Douglas McGregor may have written the fourth most influential management book of the 20th century, but Peter Drucker wrote the third: In his 1954 manifesto, The Practice of Management, he wrote that “the manager is the dynamic, life-giving element in every business.” Over the next five decades, Drucker helped companies find new ways to turn “resources”—people, in other words—into productivity engines.
In 1981, Drucker started working with one of his biggest clients: General Electric. The company had just been taken over by Jack Welch, who was looking to overhaul its management in the midst of a recession. Over the next decade, Welch systematically redesigned the culture of the organization, hitting a peak in 1989 with his Work-Out program, which was designed to help managers and employees solve problems faster. In the language of Work-Out, low-hanging fruit were problems that were easily identified and solved. Other fantastic jargon from the program included rattlers, or obvious problems (so-named because they “make a lot of noise”) and pythons, or challenging problems that come from bloated bureaucracy. A little ironically, Welch wrote that Work-Out would create “a company where jargon and double-talk are ridiculed and candor is demanded.”
Jack Welch shares his business philosophy with students at MIT's Sloan School of Management. (Reuters)

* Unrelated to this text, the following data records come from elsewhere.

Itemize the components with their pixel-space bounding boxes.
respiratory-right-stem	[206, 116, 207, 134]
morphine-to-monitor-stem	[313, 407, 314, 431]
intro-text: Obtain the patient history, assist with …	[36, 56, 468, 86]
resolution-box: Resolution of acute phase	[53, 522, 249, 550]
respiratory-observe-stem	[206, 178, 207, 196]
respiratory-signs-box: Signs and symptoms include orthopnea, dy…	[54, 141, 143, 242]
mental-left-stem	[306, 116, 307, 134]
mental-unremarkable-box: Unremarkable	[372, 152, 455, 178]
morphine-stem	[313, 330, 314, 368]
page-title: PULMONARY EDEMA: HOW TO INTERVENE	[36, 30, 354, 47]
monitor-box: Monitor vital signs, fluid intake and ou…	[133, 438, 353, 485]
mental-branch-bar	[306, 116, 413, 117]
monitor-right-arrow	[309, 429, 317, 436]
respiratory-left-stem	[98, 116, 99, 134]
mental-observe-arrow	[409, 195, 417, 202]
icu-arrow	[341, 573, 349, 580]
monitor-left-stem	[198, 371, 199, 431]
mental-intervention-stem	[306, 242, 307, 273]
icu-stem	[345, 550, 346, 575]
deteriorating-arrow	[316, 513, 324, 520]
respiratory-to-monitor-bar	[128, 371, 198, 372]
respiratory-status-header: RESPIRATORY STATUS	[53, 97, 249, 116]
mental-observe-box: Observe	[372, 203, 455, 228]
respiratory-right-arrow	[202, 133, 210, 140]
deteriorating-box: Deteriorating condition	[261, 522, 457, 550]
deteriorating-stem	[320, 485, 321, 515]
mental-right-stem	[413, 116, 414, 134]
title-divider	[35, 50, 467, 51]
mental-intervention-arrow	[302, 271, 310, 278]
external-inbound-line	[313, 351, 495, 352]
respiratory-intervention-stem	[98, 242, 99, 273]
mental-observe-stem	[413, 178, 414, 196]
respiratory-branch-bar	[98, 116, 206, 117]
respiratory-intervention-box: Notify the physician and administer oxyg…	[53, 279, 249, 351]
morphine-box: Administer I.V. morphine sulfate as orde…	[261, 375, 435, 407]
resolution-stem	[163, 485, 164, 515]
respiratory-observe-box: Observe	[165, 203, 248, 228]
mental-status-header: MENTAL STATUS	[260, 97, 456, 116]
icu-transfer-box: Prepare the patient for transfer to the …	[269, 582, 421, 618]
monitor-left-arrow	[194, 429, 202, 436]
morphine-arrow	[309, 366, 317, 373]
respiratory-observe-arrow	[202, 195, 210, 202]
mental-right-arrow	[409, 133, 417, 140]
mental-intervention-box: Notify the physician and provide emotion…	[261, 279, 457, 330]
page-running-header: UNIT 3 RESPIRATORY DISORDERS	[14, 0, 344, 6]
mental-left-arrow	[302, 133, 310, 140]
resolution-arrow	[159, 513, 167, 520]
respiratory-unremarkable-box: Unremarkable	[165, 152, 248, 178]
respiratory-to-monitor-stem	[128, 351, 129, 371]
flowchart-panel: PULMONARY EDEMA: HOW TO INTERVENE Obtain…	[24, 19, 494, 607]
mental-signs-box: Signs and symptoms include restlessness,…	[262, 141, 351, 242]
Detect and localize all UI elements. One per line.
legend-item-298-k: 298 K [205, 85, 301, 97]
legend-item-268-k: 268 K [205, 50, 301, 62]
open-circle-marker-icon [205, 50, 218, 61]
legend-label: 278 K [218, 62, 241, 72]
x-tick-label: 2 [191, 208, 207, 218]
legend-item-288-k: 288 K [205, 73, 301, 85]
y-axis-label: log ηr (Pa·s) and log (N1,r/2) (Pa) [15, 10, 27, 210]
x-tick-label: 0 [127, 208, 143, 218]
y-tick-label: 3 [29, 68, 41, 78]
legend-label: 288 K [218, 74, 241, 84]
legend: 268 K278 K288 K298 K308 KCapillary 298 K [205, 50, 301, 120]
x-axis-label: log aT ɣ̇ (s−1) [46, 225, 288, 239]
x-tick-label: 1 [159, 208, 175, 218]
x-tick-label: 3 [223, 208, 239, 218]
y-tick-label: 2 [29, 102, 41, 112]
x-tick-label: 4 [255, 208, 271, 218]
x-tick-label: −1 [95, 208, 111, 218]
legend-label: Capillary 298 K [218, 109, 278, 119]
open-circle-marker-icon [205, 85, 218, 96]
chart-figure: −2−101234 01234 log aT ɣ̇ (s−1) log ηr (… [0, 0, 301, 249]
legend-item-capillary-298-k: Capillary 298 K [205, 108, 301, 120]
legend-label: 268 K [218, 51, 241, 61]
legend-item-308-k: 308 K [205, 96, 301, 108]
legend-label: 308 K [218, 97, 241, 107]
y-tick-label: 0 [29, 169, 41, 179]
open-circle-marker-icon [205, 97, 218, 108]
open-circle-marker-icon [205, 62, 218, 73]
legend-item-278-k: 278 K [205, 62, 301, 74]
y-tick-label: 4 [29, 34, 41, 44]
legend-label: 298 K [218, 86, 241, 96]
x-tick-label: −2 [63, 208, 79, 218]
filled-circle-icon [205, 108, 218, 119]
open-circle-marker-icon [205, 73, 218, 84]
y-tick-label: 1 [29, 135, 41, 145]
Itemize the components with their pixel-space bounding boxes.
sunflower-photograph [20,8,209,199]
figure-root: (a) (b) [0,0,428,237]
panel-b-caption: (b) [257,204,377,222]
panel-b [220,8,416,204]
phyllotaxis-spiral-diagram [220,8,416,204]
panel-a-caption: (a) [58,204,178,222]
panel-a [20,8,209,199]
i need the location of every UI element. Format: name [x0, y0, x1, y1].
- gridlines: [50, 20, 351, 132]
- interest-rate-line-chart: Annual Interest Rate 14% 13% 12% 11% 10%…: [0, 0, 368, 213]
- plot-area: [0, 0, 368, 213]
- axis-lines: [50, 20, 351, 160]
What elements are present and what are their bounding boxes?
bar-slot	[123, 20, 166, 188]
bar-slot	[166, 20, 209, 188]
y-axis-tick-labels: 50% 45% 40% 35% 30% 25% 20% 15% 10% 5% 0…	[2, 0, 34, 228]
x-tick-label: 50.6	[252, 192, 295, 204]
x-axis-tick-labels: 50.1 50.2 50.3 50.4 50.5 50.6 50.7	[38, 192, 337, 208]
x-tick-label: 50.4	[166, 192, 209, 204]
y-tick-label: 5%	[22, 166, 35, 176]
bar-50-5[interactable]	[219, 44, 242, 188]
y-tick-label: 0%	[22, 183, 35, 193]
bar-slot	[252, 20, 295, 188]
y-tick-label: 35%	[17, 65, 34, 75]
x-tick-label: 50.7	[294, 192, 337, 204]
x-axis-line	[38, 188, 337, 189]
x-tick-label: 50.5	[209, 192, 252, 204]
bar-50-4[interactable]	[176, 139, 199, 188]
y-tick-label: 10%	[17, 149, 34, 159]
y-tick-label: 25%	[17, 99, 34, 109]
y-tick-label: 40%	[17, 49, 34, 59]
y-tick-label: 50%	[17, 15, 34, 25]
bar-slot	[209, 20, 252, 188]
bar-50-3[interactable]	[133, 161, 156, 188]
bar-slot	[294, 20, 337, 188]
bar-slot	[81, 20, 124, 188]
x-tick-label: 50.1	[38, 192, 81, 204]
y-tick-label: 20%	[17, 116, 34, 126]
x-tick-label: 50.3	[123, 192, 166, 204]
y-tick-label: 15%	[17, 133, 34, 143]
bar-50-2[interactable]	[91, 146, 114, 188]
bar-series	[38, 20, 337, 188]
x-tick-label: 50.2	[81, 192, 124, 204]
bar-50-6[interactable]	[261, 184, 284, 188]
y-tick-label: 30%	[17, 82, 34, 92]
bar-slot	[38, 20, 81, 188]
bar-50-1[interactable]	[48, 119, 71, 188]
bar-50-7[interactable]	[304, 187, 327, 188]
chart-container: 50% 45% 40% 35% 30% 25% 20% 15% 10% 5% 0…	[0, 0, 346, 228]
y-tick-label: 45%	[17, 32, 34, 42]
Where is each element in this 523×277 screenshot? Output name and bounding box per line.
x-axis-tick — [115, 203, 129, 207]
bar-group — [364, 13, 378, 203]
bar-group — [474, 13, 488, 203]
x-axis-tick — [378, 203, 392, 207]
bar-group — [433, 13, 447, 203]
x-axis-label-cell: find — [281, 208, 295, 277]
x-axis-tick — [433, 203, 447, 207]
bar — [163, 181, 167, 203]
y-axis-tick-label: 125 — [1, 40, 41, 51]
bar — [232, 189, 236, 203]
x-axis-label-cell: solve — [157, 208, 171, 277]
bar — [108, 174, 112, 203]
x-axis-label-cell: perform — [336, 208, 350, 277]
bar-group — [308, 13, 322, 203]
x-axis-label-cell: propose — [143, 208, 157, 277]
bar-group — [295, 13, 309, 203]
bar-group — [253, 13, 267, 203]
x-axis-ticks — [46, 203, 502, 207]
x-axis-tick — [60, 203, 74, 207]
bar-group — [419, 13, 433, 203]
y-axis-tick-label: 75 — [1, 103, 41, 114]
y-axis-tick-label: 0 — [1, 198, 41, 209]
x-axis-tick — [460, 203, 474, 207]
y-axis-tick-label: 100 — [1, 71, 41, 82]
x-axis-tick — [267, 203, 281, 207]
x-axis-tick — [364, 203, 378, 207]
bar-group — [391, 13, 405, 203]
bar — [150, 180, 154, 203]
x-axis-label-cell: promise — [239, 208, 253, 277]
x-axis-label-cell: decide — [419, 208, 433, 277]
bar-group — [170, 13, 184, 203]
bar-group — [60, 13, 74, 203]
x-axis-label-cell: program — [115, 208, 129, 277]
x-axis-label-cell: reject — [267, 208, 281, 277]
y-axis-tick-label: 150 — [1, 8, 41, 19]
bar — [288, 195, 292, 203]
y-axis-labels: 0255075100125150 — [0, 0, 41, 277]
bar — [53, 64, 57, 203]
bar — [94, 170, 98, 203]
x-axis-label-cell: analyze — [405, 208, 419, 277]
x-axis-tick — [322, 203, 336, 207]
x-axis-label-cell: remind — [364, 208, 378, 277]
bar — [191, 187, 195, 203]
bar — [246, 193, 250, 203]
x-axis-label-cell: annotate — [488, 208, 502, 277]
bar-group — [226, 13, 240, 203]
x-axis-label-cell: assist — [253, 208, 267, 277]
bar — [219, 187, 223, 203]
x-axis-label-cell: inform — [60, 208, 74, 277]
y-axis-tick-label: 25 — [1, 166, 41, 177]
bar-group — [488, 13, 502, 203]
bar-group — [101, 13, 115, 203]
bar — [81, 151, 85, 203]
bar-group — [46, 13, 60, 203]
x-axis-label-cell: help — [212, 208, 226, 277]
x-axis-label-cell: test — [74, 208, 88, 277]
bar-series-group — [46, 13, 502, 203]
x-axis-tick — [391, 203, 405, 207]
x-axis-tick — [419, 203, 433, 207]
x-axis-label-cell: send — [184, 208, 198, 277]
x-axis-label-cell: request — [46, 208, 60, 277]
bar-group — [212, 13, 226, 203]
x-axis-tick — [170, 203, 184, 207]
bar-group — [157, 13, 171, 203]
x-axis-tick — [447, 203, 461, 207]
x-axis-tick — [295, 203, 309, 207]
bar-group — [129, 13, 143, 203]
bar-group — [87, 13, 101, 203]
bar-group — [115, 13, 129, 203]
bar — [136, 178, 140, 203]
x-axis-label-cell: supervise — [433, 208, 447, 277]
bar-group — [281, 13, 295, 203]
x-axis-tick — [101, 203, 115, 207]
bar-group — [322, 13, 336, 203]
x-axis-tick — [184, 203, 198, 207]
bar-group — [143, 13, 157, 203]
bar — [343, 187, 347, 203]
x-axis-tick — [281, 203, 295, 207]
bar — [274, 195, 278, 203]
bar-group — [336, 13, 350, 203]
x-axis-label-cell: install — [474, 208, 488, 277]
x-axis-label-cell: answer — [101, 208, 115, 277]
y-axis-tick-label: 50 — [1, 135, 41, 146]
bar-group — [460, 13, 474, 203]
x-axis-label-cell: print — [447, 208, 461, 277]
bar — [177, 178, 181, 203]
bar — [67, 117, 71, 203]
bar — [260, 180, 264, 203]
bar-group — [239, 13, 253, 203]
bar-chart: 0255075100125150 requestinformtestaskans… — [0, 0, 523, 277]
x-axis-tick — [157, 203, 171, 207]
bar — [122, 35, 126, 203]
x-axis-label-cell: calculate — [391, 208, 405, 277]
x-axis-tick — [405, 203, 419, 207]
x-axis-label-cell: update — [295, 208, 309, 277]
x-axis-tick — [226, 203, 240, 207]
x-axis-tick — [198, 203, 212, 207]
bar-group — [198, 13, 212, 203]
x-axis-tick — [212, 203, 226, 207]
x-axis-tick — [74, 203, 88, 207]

Although Work-Out is credited with reinvigorating
General Electric, other attempts to overhaul company culture failed miserably. After AT&T was broken up into multiple companies in 1984, the newly independent telephone service provider Pacific Bell hired two associates of Charles Krone, a California-based management consultant known for following the teachings of Armenian mystic Georges Gurdjieff. His “leadership development” program, known as “kroning,” maintained that certain words helped employees communicate better, improving the health of the organization. Some 23,000 employees went through the $40 million training program, learning new terms like task cycle and functioning capabilities that were supposed to help them care more about their work and express themselves more clearly.
Instead, the company’s language became incredibly opaque. For example, its 1987 “statement of principles” defined “interaction” as:
The continuous ability to engage with the connectedness and relatedness that exists and potentially exists, which is essential for
which is essential for the creations necessary to maintain and enhance viability of ourselves and the organization of which we are a part.
When the San Francisco Chronicle reported that the training had caused widespread discontent, the California Public Utilities Commission started an investigation, and the program was discontinued. “Perhaps one thing that we learn from the Krone case,” wrote University of Richmond professor Joanne Ciulla in 2004, “ is that attempts at engineering appropriate attitudes and emotions can actually undercut genuine feelings for a company.”